Media magnates Mozes, Elovitch hit with bribery charges in Netanyahu cases

Yedioth Ahronoth publisher, Bezeq controlling shareholder both implicated in prime minister’s alleged efforts to trade favors for positive media coverage

Publisher and owner of the Yedioth Ahronoth newspaper Arnon 'Noni' Mozes arrives for questioning at the Lahav 433 investigation unit in Lod, January 15, 2017. (Koko/Flash90)
Publisher and owner of the Yedioth Ahronoth newspaper Arnon 'Noni' Mozes arrives for questioning at the Lahav 433 investigation unit in Lod, January 15, 2017. (Koko/Flash90)

As he declared formal criminal charges against Prime Minister Benjamin Netanyahu Thursday evening, Attorney General Avichai Mandelblit also announced indictments against the publisher of the popular Yedioth Ahronoth newspaper and the controlling shareholder of the Bezeq telecom giant over their roles in two of the three corruption cases involving the premier.

Mandelblit stated that Netanyahu will be charged with fraud and breach of trust in three separate cases. The first, dubbed Case 1000, involves accusations that Netanyahu received gifts and benefits from billionaire benefactors, including Israeli-born Hollywood producer Arnon Milchan, in exchange for favors.

In Case 2000, involving accusations Netanyahu agreed with Mozes to weaken the circulation of a rival daily in return for more favorable coverage from his paper, Mandelblit said he would seek to charge the premier with fraud and breach of trust, while Mozes will be charged with bribery.

The indictment said that Netanyahu and Mozes “recognized that the one had the ability to promote the other’s interest” in the run-up to the 2015 elections and discussed such possibilities. In a recording published in the press last month, Netanyahu could be heard apparently negotiating with Mozes for more favorable coverage while later threatening to retaliate “with all the tools at my disposal” against news items he deemed too personal and negative.

A composite image of Prime Minister Benjamin Netanyahu (R) and Bezeq controlling shareholder Shaul Elovitch. (Flash90; Ohad Zwigenberg/POOL)

Following the announcement of the indictment, Mozes’s attorneys stated that his conversations with Netanyahu had focused on how to provide “more balanced coverage” and were part of “a complex discourse.” Presenting his words as an offer of a bribe was a “wrong interpretation” which “ignores the context of the conversation itself.”

They insisted that Mozes had not offered the prime minister any benefits.

In Case 4000, widely seen as the most serious against the premier, Netanyahu is accused of having advanced regulatory decisions that benefited Shaul Elovitch, the controlling shareholder in Bezeq, in exchange for positive coverage from the Elovitch-owned Walla news site. In that case Mandelblit announced he intends to charge Netanyahu and Elovitch, along with the latter’s wife Iris, with bribery.

The indictment says the relationship between Netanyahu and Elovitch was “based on give and take,” and the prime minister’s actions benefiting Elovitch netted the businessman benefits to the tune of some NIS 1.8 billion ($500 million) in the period 2012-2017. In exchange, Elovitch’s Walla news site “published your political messages that you wished to convey to the public.

In a statement, Elovitch’s attorneys said they “regret the attorney general’s decision” and that “based on the evidence in the case, we are convinced that an indictment against our clients should have been avoided.” Expressing faith in the legal system, they stated that they believed their clients would be exonerated upon judicial review.

Netanyahu has called the charges against him “an attempted coup against a prime minister,” urging an inquiry into the investigators in charge of the probes against him.

“We need to investigate the investigators and the state prosecution which cooks these infected cases,” he said on Thursday evening.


(PROBLEM) Could you copy out all the lines in the material below where the word "width" occurs?

(ENTRIES SHOWN)
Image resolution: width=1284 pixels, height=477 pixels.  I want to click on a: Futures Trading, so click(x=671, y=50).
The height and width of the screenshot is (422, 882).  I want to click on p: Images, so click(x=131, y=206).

--

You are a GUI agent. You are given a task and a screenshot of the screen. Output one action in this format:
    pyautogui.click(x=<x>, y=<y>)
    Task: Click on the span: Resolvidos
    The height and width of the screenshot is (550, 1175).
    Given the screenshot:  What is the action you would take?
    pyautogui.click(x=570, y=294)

(TASK RESPONSE)
Image resolution: width=1284 pixels, height=477 pixels.  I want to click on a: Futures Trading, so click(x=671, y=50).
The height and width of the screenshot is (422, 882).  I want to click on p: Images, so click(x=131, y=206).
    The height and width of the screenshot is (550, 1175).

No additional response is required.